Search Engine Optimization
No Country for Duplicate Content
A word to the wise - always take free content from your affiliate merchant networks, especially articles with a grain of salt or risk getting penalized by Google for duplicate content.
Love it or hate it, Google has the lion’s share of traffic on the internet. A duplicate content penalty means you could end up in the sandbox, and this will impact your site negatively in two major ways:
- You will see a huuuge decrease in your Pagerank, e.g. pr 6 to a pr 3 or even a pr 4 drop to pr 0!
- You won’t get anymore organic search engine traffic from Google
That last part is the most problematic, because as an affiliate that’s going to hit you in the wallet - the only way you can drive traffic to your sites now are with paid campaigns.Free resources are great, the problem is hundreds or thousands of other affiliates promoting the same product also have access. However, if you’re not the original source of the content, you have a duplicate content problem. When googlebot indexes the web, who gets credit for the original content if more than 1 copy is found?
Duplicate content is a very touchy subject - what’s a webmaster to do if a hot original post gets picked up by a higher ranking SERP site such as Digg or Reddit? Some say the first site to get indexed gets the credit, others say the site with the most relevant links does - because google equates relevant links with authority.
It’s hard to say exactly how Google checks for duplicate content because Google is very secretive about their methods, but Google is very good at catching it. I like to use free content as a springboard to writing my own original content. I try to retain roughly 30% of the free resource (in order to maintain keyword relevancy) and rewrite the other 70%. A big advantage I get from re-writing the free content myself (as opposed to paying someone to do it for me) is that it helps me think of keywords and search phrases for the related ppc campaign.
Either way, the ORACLE has spoken …. How do you deal with duplicate content?
Are you Cloaking your Affiliate Links?
As an affiliate marketer, there may be many reasons why you might want to consider cloaking your affiliate links:
- Preventing other affiliates from stealing or hijacking your links
- Better link management - A merchant may expire or get dropped from an affiliate network and you need to reflect those changes on your site. It’s much easier to update the link in one location and have a sitewide effect as opposed to trying to remember everywhere you used that particular affiliate link. I learned the hard way when I couldn’t figure out why I kept getting invalid links in my commission junction reports.
- Normal affiliate links are very long - e.g. yoursite.com/product.php vs www.merchantwebsite/mumbo12121jumbo……r&23232@%$?ref=affid=007 - which one would you click on?
- You may want to cloak the links from search engines or prevent bots from crawling the links
- Users are more likely to click on clean looking links, increasing your affiliate conversion rates
There are many ways to mask your affiliate links - I’m only going to cover a few. The most easiest way is by a simple .htaccess redirect method. Let’s say we want to launch a campaign promoting mangoes from a fictional merchant “selfpreneursmangomania.com”.
- Create a .htacess file at the root of your site (use notepad or any other plain text editor)
- Add the following: redirect 301 /buymangoes http://www.selfpreneursmangomania.com/mumbo12121jumbo….r&23232@%$?ref=affid=007
You’re done. Redirect 301 just tells search engine spiders that the links you are redirecting to are not on your site. “Somename” is whatever you want to call what you’re marketing. Your masked link will now be something like yoursite/buymangoes.
The problem with using the .htacess file to manage your links is that after a while, as the .htaccess file grows larger your site will slow down. Everytime there is a request, the server checks the .htaccess file. The more links you have in there, the longer it takes to read etc.
URL Redirection sites are another method of hiding your affiliate links.
- Go to a site like tinyurl.com
- Enter your affliate link
- Use the resulting the link the site will give you, something like http://tinyurl.com/3drlg3
Use http://tinyurl.com/3drlg3 wherever you want to market that item. The problem with this method is that the link doesn’t really look nice. It’s short, confusing and you’ve just handed control of your affiliate link to another company.
In my humble opinion, the best method of hiding your affiliate links in my opinion is by using php redirects along with a robots.txt file.
- Create a file called buymangoes.php in a subdirectory on your site
- Open up your .htaccess file (create one if you don’t have one at the root of your directory) and add the affiliate link you are given in the location area <? header(”Location: http://www.yourwebsite/mumbo12121jumbo….r&23232@%$?ref=affid=007); ?>. So now your affiliate link should be within the file called buymangoes.php. The link that refers to that particular gadget will now be yoursite/subdirectory/buymangoes.php
- At your root directory, create a file called robots.txt and add:
User-agent: *
Disallow: /subdirectory/
This tells bots not to ignore links that for items in that subdirectory. This way if you ever need to manage your links just look for the php file and edit the php file accordingly.
Last but not the least, always make sure that whatever program you’re promoting allows the use of redirects. Why do all that hard work to pluck those mangoes only to find out that you can’t eat them?
Know of an even better method? Let us know in the comments section.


* TASK PROMPT
Compute the number of lines in the following data that include the word "regions", and output that number alone.

(Data tied to figure images)
━━━━━━━━

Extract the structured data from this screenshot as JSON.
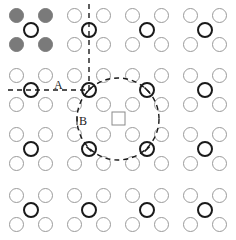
{
  "figure": {
    "width": 236,
    "height": 240,
    "grid": {
      "rows": 4,
      "cols": 4,
      "cell_centers_x": [
        31,
        89,
        147,
        205
      ],
      "cell_centers_y": [
        30,
        90,
        149,
        210
      ],
      "corner_offset": 14.5,
      "circle_radius": 7
    },
    "colors": {
      "outline_circle": "#9a9a9a",
      "bold_circle": "#1a1a1a",
      "filled_circle": "#7a7a7a",
      "dashed_line": "#1a1a1a",
      "square": "#8a8a8a"
    },
    "filled_cell": {
      "row": 0,
      "col": 0
    },
    "labels": [
      {
        "text": "A",
        "x": 58,
        "y": 88
      },
      {
        "text": "B",
        "x": 80,
        "y": 125
      }
    ],
    "dashed_circle": {
      "cx": 118,
      "cy": 119,
      "r": 41
    },
    "center_square": {
      "x": 112,
      "y": 112,
      "size": 13
    },
    "dashed_lines": {
      "vertical": {
        "x": 89,
        "y1": 4,
        "y2": 90
      },
      "horizontal": {
        "x1": 8,
        "x2": 89,
        "y": 90
      }
    }
  }
}
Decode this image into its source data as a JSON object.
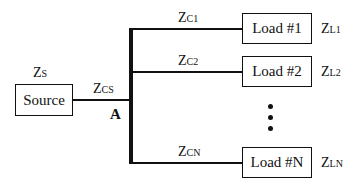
{
  "diagram": {
    "type": "single-source multi-load network",
    "source": {
      "label": "Source",
      "impedance": {
        "main": "Z",
        "sub": "S"
      }
    },
    "source_cable": {
      "impedance": {
        "main": "Z",
        "sub": "CS"
      }
    },
    "node": {
      "label": "A"
    },
    "loads": [
      {
        "label": "Load #1",
        "cable": {
          "main": "Z",
          "sub": "C1"
        },
        "impedance": {
          "main": "Z",
          "sub": "L1"
        }
      },
      {
        "label": "Load #2",
        "cable": {
          "main": "Z",
          "sub": "C2"
        },
        "impedance": {
          "main": "Z",
          "sub": "L2"
        }
      },
      {
        "label": "Load #N",
        "cable": {
          "main": "Z",
          "sub": "CN"
        },
        "impedance": {
          "main": "Z",
          "sub": "LN"
        }
      }
    ],
    "ellipsis": "⋮"
  }
}
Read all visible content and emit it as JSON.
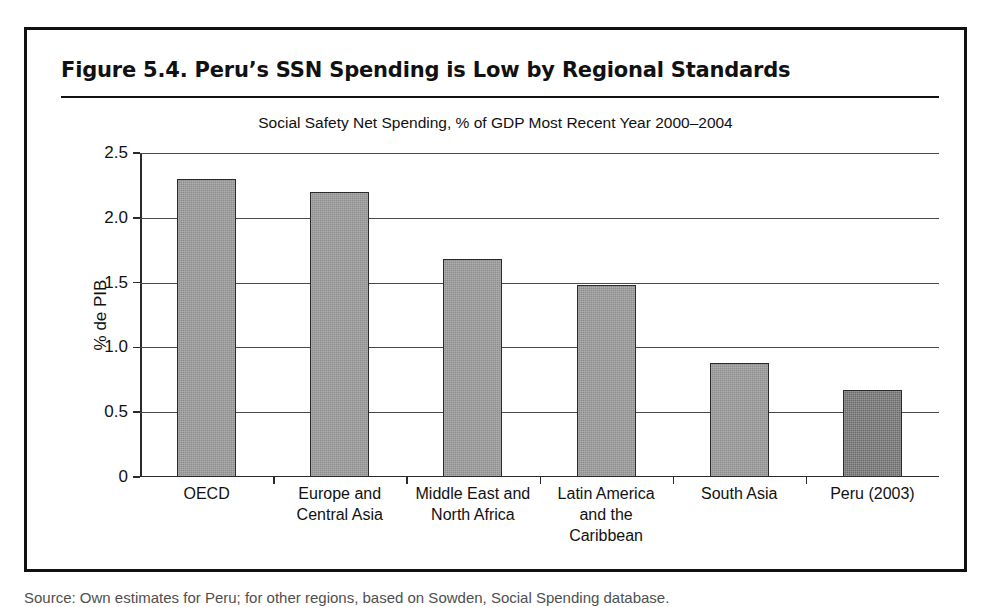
{
  "figure": {
    "title": "Figure 5.4.  Peru’s SSN Spending is Low by Regional Standards",
    "source_caption": "Source: Own estimates for Peru; for other regions, based on Sowden, Social Spending database."
  },
  "chart_data": {
    "type": "bar",
    "title": "Social Safety Net Spending, % of GDP Most Recent Year 2000–2004",
    "xlabel": "",
    "ylabel": "% de PIB",
    "ylim": [
      0,
      2.5
    ],
    "ytick_labels": [
      "0",
      "0.5",
      "1.0",
      "1.5",
      "2.0",
      "2.5"
    ],
    "ytick_values": [
      0,
      0.5,
      1.0,
      1.5,
      2.0,
      2.5
    ],
    "grid": true,
    "legend": "none",
    "categories": [
      "OECD",
      "Europe and Central Asia",
      "Middle East and North Africa",
      "Latin America and the Caribbean",
      "South Asia",
      "Peru (2003)"
    ],
    "category_lines": [
      [
        "OECD"
      ],
      [
        "Europe and",
        "Central Asia"
      ],
      [
        "Middle East and",
        "North Africa"
      ],
      [
        "Latin America",
        "and the",
        "Caribbean"
      ],
      [
        "South Asia"
      ],
      [
        "Peru (2003)"
      ]
    ],
    "values": [
      2.3,
      2.2,
      1.68,
      1.48,
      0.88,
      0.67
    ],
    "bar_colors": [
      "#8d8d8d",
      "#8d8d8d",
      "#8d8d8d",
      "#8d8d8d",
      "#8d8d8d",
      "#6b6b6b"
    ],
    "highlight_index": 5
  }
}
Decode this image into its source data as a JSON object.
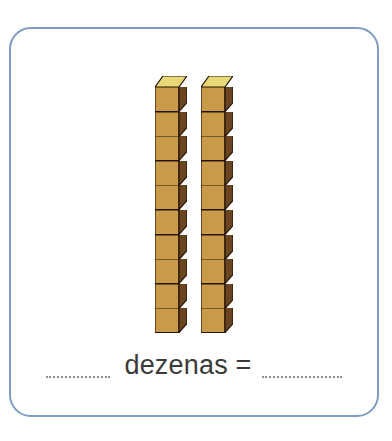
{
  "card": {
    "border_color": "#7d9cc4",
    "background": "#ffffff"
  },
  "illustration": {
    "name": "base-ten-rods",
    "description": "Two base-ten rods of ten unit cubes each",
    "rod_count": 2,
    "cubes_per_rod": 10,
    "total_cubes": 20,
    "cube_colors": {
      "front": "#c89a4a",
      "top": "#e8d878",
      "side": "#6b4520",
      "outline": "#241406"
    }
  },
  "answer": {
    "blank_left": "",
    "blank_right": "",
    "label": "dezenas =",
    "text_color": "#3a3a3a",
    "blank_color": "#8e8e8e"
  },
  "chart_data": {
    "type": "bar",
    "title": "dezenas =",
    "categories": [
      "dezena 1",
      "dezena 2"
    ],
    "values": [
      10,
      10
    ],
    "xlabel": "",
    "ylabel": "unidades",
    "ylim": [
      0,
      10
    ],
    "total": 20
  }
}
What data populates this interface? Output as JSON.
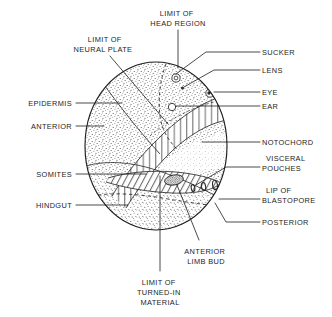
{
  "figure": {
    "type": "anatomical-diagram",
    "background_color": "#ffffff",
    "ink_color": "#1d1d1d"
  },
  "embryo": {
    "outline": {
      "shape": "circle",
      "cx": 156,
      "cy": 146,
      "rx": 71,
      "ry": 84
    },
    "regions": [
      {
        "name": "epidermis",
        "fill": "stipple"
      },
      {
        "name": "hindgut",
        "fill": "stipple"
      },
      {
        "name": "neural-plate",
        "fill": "vertical-hatch"
      },
      {
        "name": "somites",
        "fill": "diagonal-hatch"
      },
      {
        "name": "notochord",
        "fill": "light-stipple"
      }
    ],
    "features": [
      {
        "name": "sucker",
        "glyph": "double-circle",
        "cx": 176,
        "cy": 78
      },
      {
        "name": "lens",
        "glyph": "dot",
        "cx": 182,
        "cy": 88
      },
      {
        "name": "eye",
        "glyph": "circle-with-dot",
        "cx": 210,
        "cy": 93
      },
      {
        "name": "ear",
        "glyph": "circle",
        "cx": 172,
        "cy": 107
      },
      {
        "name": "anterior-limb-bud",
        "glyph": "dark-oval",
        "cx": 174,
        "cy": 180
      },
      {
        "name": "visceral-pouch-1",
        "glyph": "small-oval",
        "cx": 193,
        "cy": 187
      },
      {
        "name": "visceral-pouch-2",
        "glyph": "small-oval",
        "cx": 203,
        "cy": 186
      },
      {
        "name": "visceral-pouch-3",
        "glyph": "small-oval",
        "cx": 214,
        "cy": 185
      },
      {
        "name": "lip-of-blastopore",
        "glyph": "tiny-circle",
        "cx": 216,
        "cy": 200
      }
    ],
    "dashed_boundaries": [
      {
        "name": "limit-of-head-region"
      },
      {
        "name": "limit-of-turned-in-material"
      }
    ]
  },
  "labels": {
    "limit_of_head_region": {
      "lines": [
        "LIMIT OF",
        "HEAD REGION"
      ],
      "anchor": "middle",
      "x": 178,
      "y": 16
    },
    "limit_of_neural_plate": {
      "lines": [
        "LIMIT OF",
        "NEURAL PLATE"
      ],
      "anchor": "middle",
      "x": 103,
      "y": 42
    },
    "sucker": {
      "lines": [
        "SUCKER"
      ],
      "anchor": "start",
      "x": 262,
      "y": 55
    },
    "lens": {
      "lines": [
        "LENS"
      ],
      "anchor": "start",
      "x": 262,
      "y": 73
    },
    "eye": {
      "lines": [
        "EYE"
      ],
      "anchor": "start",
      "x": 262,
      "y": 95
    },
    "ear": {
      "lines": [
        "EAR"
      ],
      "anchor": "start",
      "x": 262,
      "y": 109
    },
    "epidermis": {
      "lines": [
        "EPIDERMIS"
      ],
      "anchor": "end",
      "x": 72,
      "y": 106
    },
    "anterior": {
      "lines": [
        "ANTERIOR"
      ],
      "anchor": "end",
      "x": 72,
      "y": 129
    },
    "notochord": {
      "lines": [
        "NOTOCHORD"
      ],
      "anchor": "start",
      "x": 262,
      "y": 145
    },
    "visceral_pouches": {
      "lines": [
        "VISCERAL",
        "POUCHES"
      ],
      "anchor": "start",
      "x": 262,
      "y": 161
    },
    "somites": {
      "lines": [
        "SOMITES"
      ],
      "anchor": "end",
      "x": 72,
      "y": 177
    },
    "lip_of_blastopore": {
      "lines": [
        "LIP OF",
        "BLASTOPORE"
      ],
      "anchor": "start",
      "x": 262,
      "y": 193
    },
    "hindgut": {
      "lines": [
        "HINDGUT"
      ],
      "anchor": "end",
      "x": 72,
      "y": 208
    },
    "posterior": {
      "lines": [
        "POSTERIOR"
      ],
      "anchor": "start",
      "x": 262,
      "y": 225
    },
    "anterior_limb_bud": {
      "lines": [
        "ANTERIOR",
        "LIMB BUD"
      ],
      "anchor": "middle",
      "x": 206,
      "y": 254
    },
    "limit_of_turned_in_material": {
      "lines": [
        "LIMIT OF",
        "TURNED-IN",
        "MATERIAL"
      ],
      "anchor": "middle",
      "x": 160,
      "y": 285
    }
  }
}
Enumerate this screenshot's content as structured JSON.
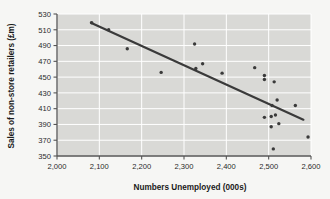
{
  "chart_data": {
    "type": "scatter",
    "title": "",
    "xlabel": "Numbers Unemployed (000s)",
    "ylabel": "Sales of non-store retailers (£m)",
    "xlim": [
      2000,
      2600
    ],
    "ylim": [
      350,
      530
    ],
    "xticks": [
      2000,
      2100,
      2200,
      2300,
      2400,
      2500,
      2600
    ],
    "xticklabels": [
      "2,000",
      "2,100",
      "2,200",
      "2,300",
      "2,400",
      "2,500",
      "2,600"
    ],
    "yticks": [
      350,
      370,
      390,
      410,
      430,
      450,
      470,
      490,
      510,
      530
    ],
    "yticklabels": [
      "350",
      "370",
      "390",
      "410",
      "430",
      "450",
      "470",
      "490",
      "510",
      "530"
    ],
    "grid": true,
    "grid_color": "#ffffff",
    "plot_bg": "#d9d9d6",
    "marker_color": "#3a3a3a",
    "legend": null,
    "points": [
      {
        "x": 2082,
        "y": 519
      },
      {
        "x": 2122,
        "y": 510
      },
      {
        "x": 2166,
        "y": 486
      },
      {
        "x": 2246,
        "y": 456
      },
      {
        "x": 2325,
        "y": 492
      },
      {
        "x": 2328,
        "y": 461
      },
      {
        "x": 2344,
        "y": 467
      },
      {
        "x": 2390,
        "y": 455
      },
      {
        "x": 2467,
        "y": 462
      },
      {
        "x": 2490,
        "y": 452
      },
      {
        "x": 2490,
        "y": 447
      },
      {
        "x": 2513,
        "y": 444
      },
      {
        "x": 2508,
        "y": 414
      },
      {
        "x": 2520,
        "y": 421
      },
      {
        "x": 2563,
        "y": 414
      },
      {
        "x": 2490,
        "y": 399
      },
      {
        "x": 2506,
        "y": 400
      },
      {
        "x": 2516,
        "y": 402
      },
      {
        "x": 2524,
        "y": 391
      },
      {
        "x": 2506,
        "y": 387
      },
      {
        "x": 2593,
        "y": 374
      },
      {
        "x": 2511,
        "y": 359
      }
    ],
    "trendline": {
      "type": "linear",
      "x_start": 2080,
      "y_start": 519,
      "x_end": 2582,
      "y_end": 396,
      "color": "#3a3a3a",
      "width": 2.2
    }
  }
}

━━━━━━━━

* OUTPUT OF THE TASK
2